You can perform a combined metadata and full text search (“Search in all data”). Alternatively, you can restrict your search to either the metadata or full text within the digital collection.
If you use more than one search term, they are automatically linked using AND. This means that results will only be displayed where all the search terms appear in the metadata or full text. Example of search with automatic linking: print book Example result: “I would like to print a book for my father”As an alternative to automatic AND-linking, you can explicitly link your search terms using AND or OR. In the latter case, results will be displayed even if only one of the search terms is found. Example of search terms linked by OR: book OR print Example result: A very good book”, “There are some good passages in this book”, “The print was very faint”.
In the case of a simple search, target words are automatically right-truncated. However, if you are performing an AND or OR search, you can specify left-truncation by using the asterisk. Example of search with automatic right truncation: print book Example result: “I want to have a book printed for my mother” Example of search with explicit left-truncation: *read Results would include bread, tread, dread, etc. Please note that there is no right or left truncation if you enter a search term between quotation marks.
If you enter a term between quotation marks, the system will search the metadata or full text for the exact combination of words as written. Example of search term in quotation marks: “page number” Example result: “The reference is on page number 24.” The search will not find: “A number of examples can be found on page six.”

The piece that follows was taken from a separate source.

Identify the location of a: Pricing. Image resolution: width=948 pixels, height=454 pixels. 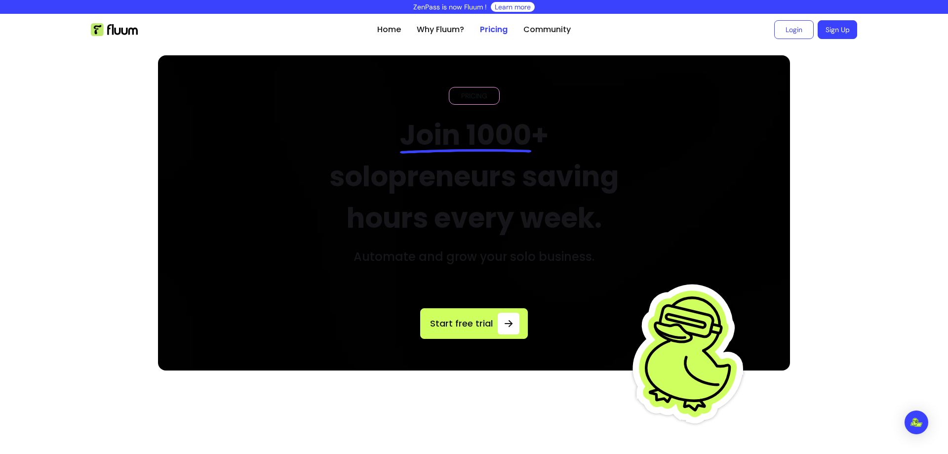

Once the search has been performed, all results are initially sorted in order of relevance. Thereafter, they can be re-sorted according to different metadata fields. These fields can be selected from the list in the sidebar under “Sorting”. Click your chosen metadata field a second time to change from ascending to descending order.
An interview with a doctor’s widow who had lived in comfortable circumstances in Vienna, until the Nazis took over. After sending her only child, a ten-year-old daughter, to a well-off Dutchman and his Jewish wife in Holland, she tried in vain to get an opportunity of emigrating with her husband. At last, she agreed to take a domestic job in an English household, offered her by a Catholic organisation, because she was told about a chance, that her husband could follow her there. She had been a most efficient secretary, but at her new job she soon knew that she could not cope with the work in the farmer’s big household at Eversham, Worcestershire. Much worse, she discovered to be pregnant after a week’s time. In her despair, she wrote for help to the couple in Holland who were very happy with her child and had offered her their assistance in case of need; she was deeply disappointed and told her plight to her employers and from that moment on gratefully enjoyed their unlimited kindliness and generosity until well after the time of her delivery of a still-born child.
All the time during the War, she tried in vain to hear from her child or her husband. In 1945, she traced the Dutch couple and received the news, that the lady, before going into hiding herself, had taken her daughter to a Jewish children's home, from where she together with all other children had been sent to Auschwitz and gassed.
Later, she learned by chance, that her husband had served as a doctor at Theresienstadt. Once he had to accompany a transport to Auschwitz, and as an exception had returned, but he did not come back, the second time.